*HyperSPI      Performance Assessment Guidelines

A number of factors affect VMS system performance, either alone or in relationship to others.

In a virtual memory operating system one of the most critical factors is the relationship between physical memory and on-disk page (swap) space. When physical memory becomes constrained (either on a per-process - in the VMS environment, or on a system-wide basis) performance becomes a function of the frequency and efficiency of paging to external storage.

Insufficient physical memory for the tasks being undertaken is indicated when a system is encountering poor or patchy responsiveness coupled with related, excessive paging to disk.

Poor performance assumes a number of forms, depending on the expectations of the user of a system, as well as the demands being placed on that system.

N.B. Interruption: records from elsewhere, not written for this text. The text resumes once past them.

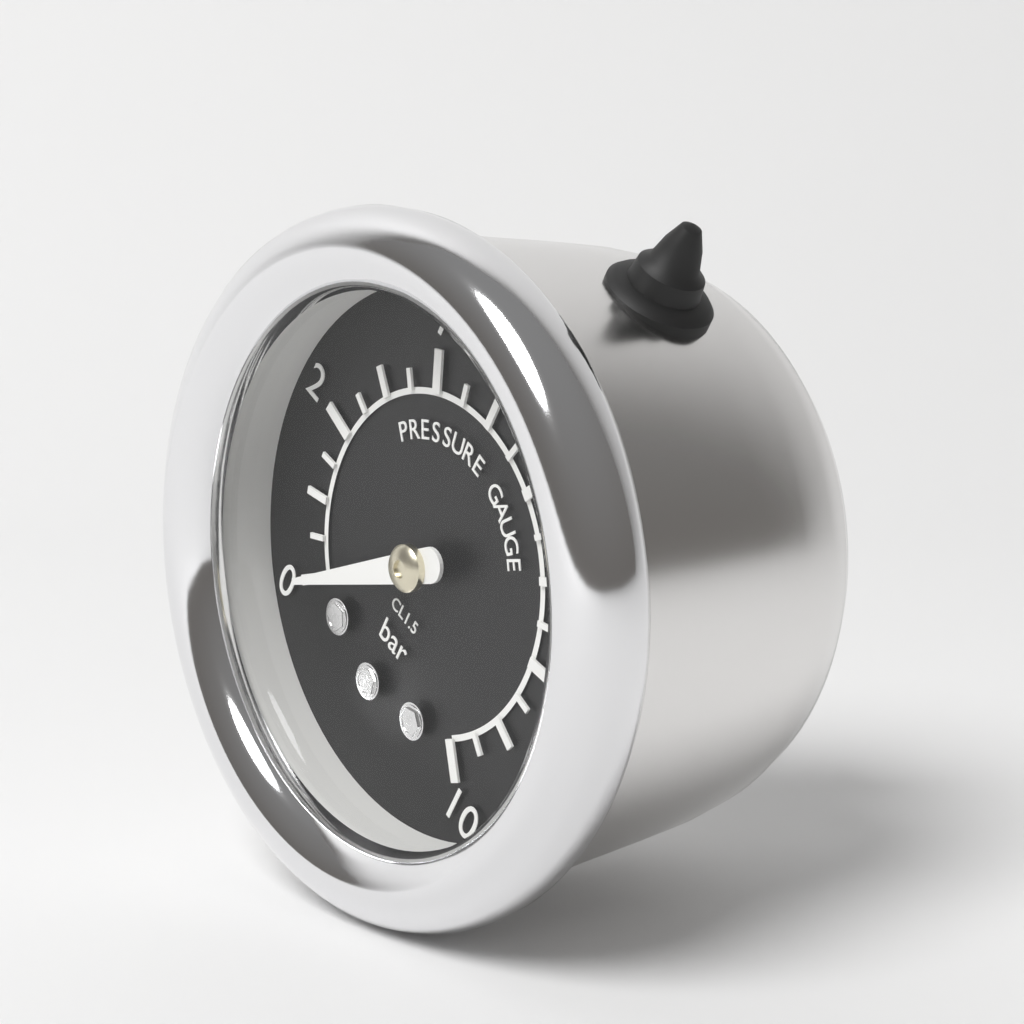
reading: 0.0 bar
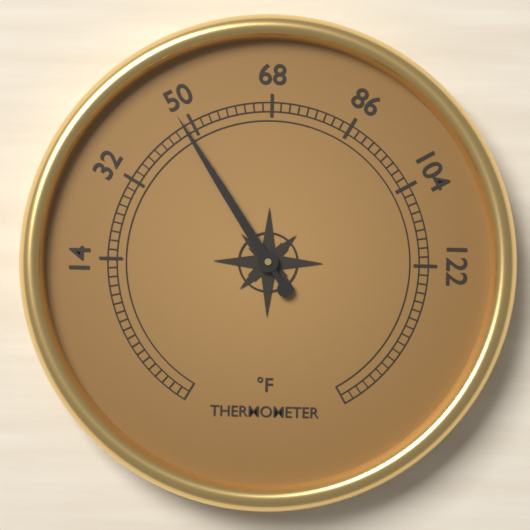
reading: 48 °F
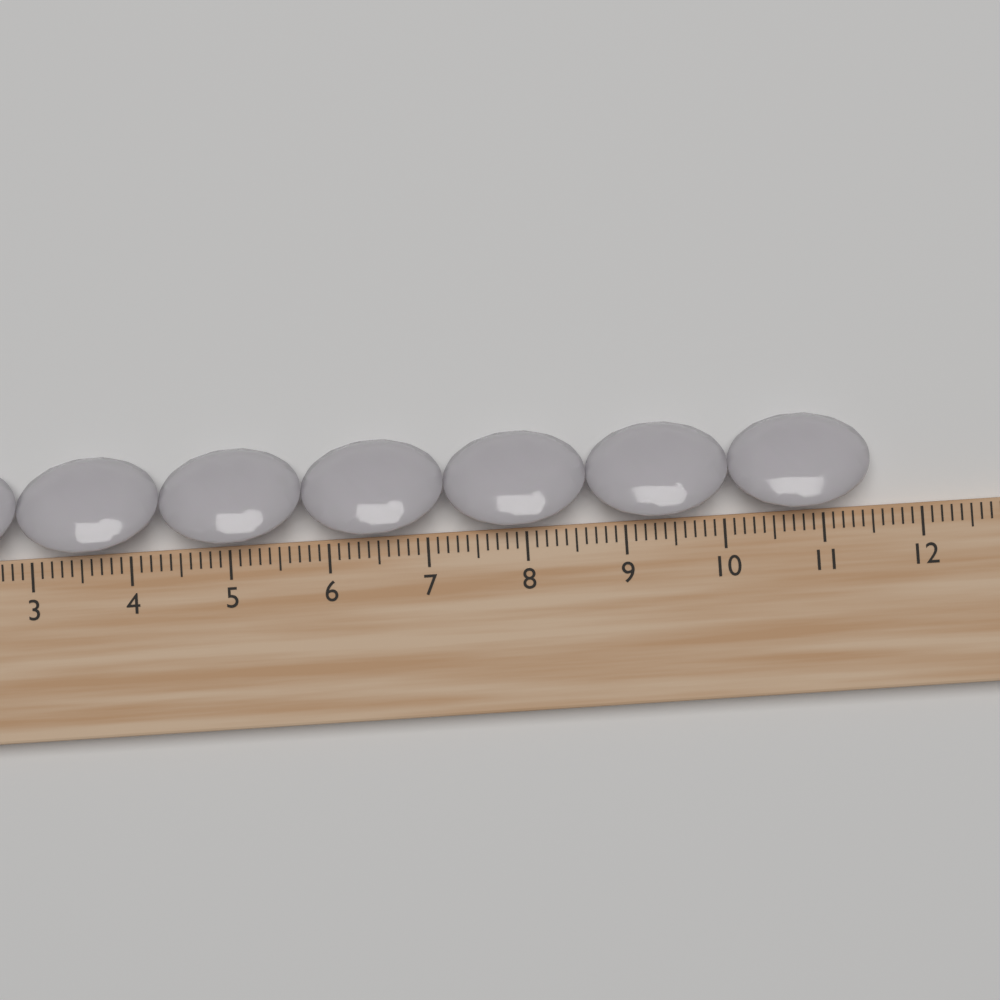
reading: 11.5 cm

  Sluggish Responsiveness?

As observed in an interactive context (e.g. editing), this behaviour is largely a function system load in one or combination of the following factors:

Generally, when CPU load is high responsiveness will of course be affected to a greater or lesser degree. However if CPU usage is low or moderate sluggish response can often be attributed to insufficient physical memory (for the current job profile), as indicated by high levels of paging to disk.

  Poor Throughput?

Ignoring application design issues, this behaviour is related to one or more of the following factors:

Of course, job throughput is related to CPU processing power and load. However, if job throughput is unreasonably low and CPU usage is low to moderate, these factors can affect performance:

  More Information?

See bookreader document Guide to OpenVMS System Performance possibly available via HyperReader.